The choreographer Miguel Gutierrez is the next recipient of New York Live Arts’ biennial residency award, the organization announced on Friday. The award, the Randjelovic/Stryker Resident Commissioned Artist, is notable for the breadth of its creative and financial support, which includes a fully produced production and office space, as well as two years of full-time salary and health care benefits.
“We want to be part of a healthy contemporary dance community and one way to do that is to put resources into it,” said Bill T. Jones, the artistic director and co-founder of New York Live Arts.
Gutierrez, 51, is also a podcaster and teacher whose work has been presented in more than 60 cities; he has held artistic residencies at dance institutions across New York City and around the world.
“It feels amazing,” Gutierrez said of receiving the award. “One of the biggest challenges of being an artist is the fact that the financial conditions are always precarious.
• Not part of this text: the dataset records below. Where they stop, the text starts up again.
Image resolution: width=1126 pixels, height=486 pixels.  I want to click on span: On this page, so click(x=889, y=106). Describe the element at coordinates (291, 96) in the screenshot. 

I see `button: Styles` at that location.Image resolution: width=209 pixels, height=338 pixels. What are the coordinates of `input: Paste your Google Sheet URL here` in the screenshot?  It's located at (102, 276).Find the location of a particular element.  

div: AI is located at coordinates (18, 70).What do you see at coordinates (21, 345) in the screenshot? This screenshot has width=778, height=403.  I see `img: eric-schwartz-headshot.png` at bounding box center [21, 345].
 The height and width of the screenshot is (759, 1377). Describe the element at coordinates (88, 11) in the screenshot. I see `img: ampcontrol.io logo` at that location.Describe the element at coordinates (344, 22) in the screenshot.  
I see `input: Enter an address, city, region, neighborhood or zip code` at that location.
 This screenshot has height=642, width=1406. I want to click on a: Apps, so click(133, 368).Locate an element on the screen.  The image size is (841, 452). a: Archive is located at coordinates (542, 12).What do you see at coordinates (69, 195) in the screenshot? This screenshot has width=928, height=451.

You also know that it will dry up.”
About choosing Gutierrez, Jones said: “Artists should be the most outspoken citizens in our culture. Artists should be thumbing their nose at all perceived wisdom. Artists should be following from a personal, driven need to make, and trying to tell some truth. Miguel does all of those things splendidly.”
Writing in The New York Times, critics have called Gutierrez’s works “audacious” and said they possessed extraordinary range, “from the softly fluid to the crashingly violent.” In a review for The Times in 2015, Gia Kourlas wrote that Gutierrez “has a charisma that only seems to increase with age.”
Though he’s still thinking about the work he will make, Gutierrez said there were a few themes he plans to develop. “I’m starting from a place of thinking about archive,” he said. “Thinking about memory and the past and how that speaks to the present.”
Gutierrez, who had a podcast called “Are You for Sale?,” has been unusually frank about the financial precariousness of artists’ lives in New York. This rare opportunity for financial support comes after a strenuous pandemic period for dance artists, many of whom lost work and struggled to regain performance opportunities.
“There’s a kind of conflict of messaging that you receive as an artist in New York,” he said, adding that the city has become so unaffordable as to become hostile. “You’re told that you’re in the most important place to be, but there’s nothing necessarily around you that can sustain you in that place.”
This award “takes that burden off it,” he said. “The idea of getting salaried support I can put directly toward my work is pretty unprecedented.”
Previous recipients of the residency award include Kyle Abraham, Okwui Okpokwasili, Raja Feather Kelly and, most recently, Faye Driscoll. Driscoll’s work “Weathering,” a multi-sensory project, involving 10 dancers who also sing, is to have its premiere at Live Arts in April.